A man of God (1 Samuel 2:27–36) A man of God from Judah (1 Kings 13:1) A man of God (1 Kings 20:28) One of the sons of the prophets (1 Kings 20:35–42) A man of God (2 Chronicles 25:7–9) The seventy elders of Israel (Numbers 11:25)
The UNTV Public Service channel, Radyo La Verdad 1350 kHz, Wish FM 107.5, The Truth Channel, TV Verdade and TV La Verdad are the official religious media services of the Members Church of God International. Between 2010 and 2011, the MCGI programs reached the airwaves of India, Uruguay, Argentina, Bolivia and Portugal.

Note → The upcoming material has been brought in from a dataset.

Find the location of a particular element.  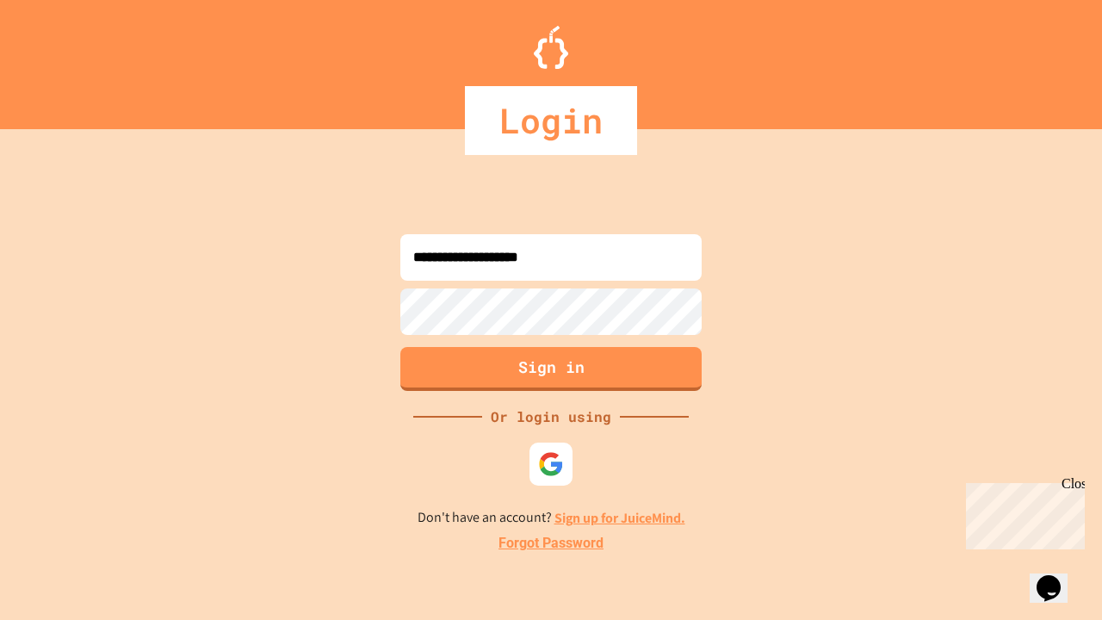

a: Forgot Password is located at coordinates (551, 543).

Enoch Mgijima. Enoch Mgijima (1868 – 5 March 1928) was a Xhosa prophet and evangelist.He formed his own church, known as the Israelites, a breakaway from the Church of God and Saints of Christ, and led them through a clash with the white Union of South Africa government, which left 163 Israelites dead, 129 wounded and 95 taken prisoner, in what became known as the Bulhoek Massacre.

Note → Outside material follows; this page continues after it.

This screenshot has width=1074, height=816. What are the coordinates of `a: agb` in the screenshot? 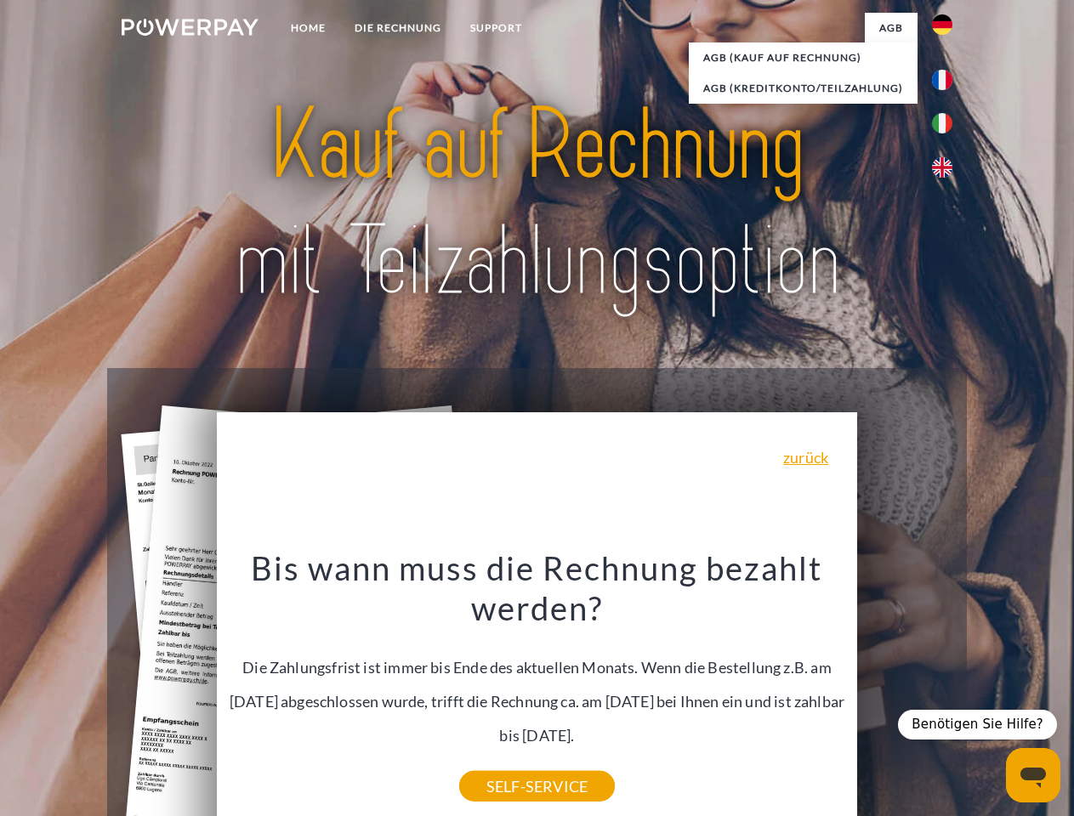 It's located at (891, 28).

James Francis Marion Jones (November 24, 1907 – August 12, 1971), [3] also known as the Rt. Rev. Dr. James F. Jones, D.D and as Prophet Jones, was an American black religious leader, televangelist, faith healer and pastor who led the religious movement that developed into the Church of Universal Triumph, Dominion of God, Inc. from 1938 until his death in 1971.

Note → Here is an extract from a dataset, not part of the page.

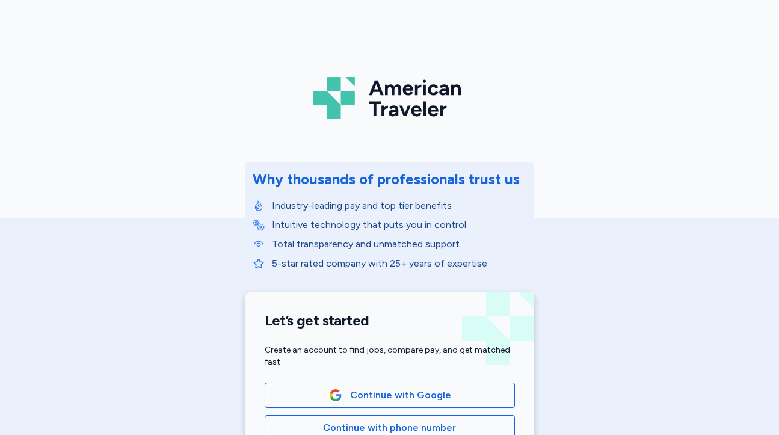 The image size is (779, 435). Describe the element at coordinates (401, 395) in the screenshot. I see `span: Continue with Google` at that location.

Bishop Ozro Thurston Jones Sr. was pastor of the Holy Temple Church of God in Christ in Philadelphia and the Jurisdictional Bishop of the Commonwealth of Pennsylvania Jurisdiction. Bishop Jones was the only living bishop of the five original bishops consecrated by Bishop Mason.
He taught that God, Jesus, Adam, and Eve were black [9] and established the Church of the Living God, the Pillar Ground of Truth for All Nations in 1886 which has served as a focal point of the modern Black Hebrew Israelite movement. [2] [3] After his death, he was succeeded as the church's leader by his son Prince Benjamin F. Cherry. [7]
The name "Church of God" was chosen as its adherents felt that this was the Scriptural name for the body; its people opposed the idea of denominationalism, holding that "all who were genuinely converted were a part of the true church" and that "each individual was accountable to a local body of believers."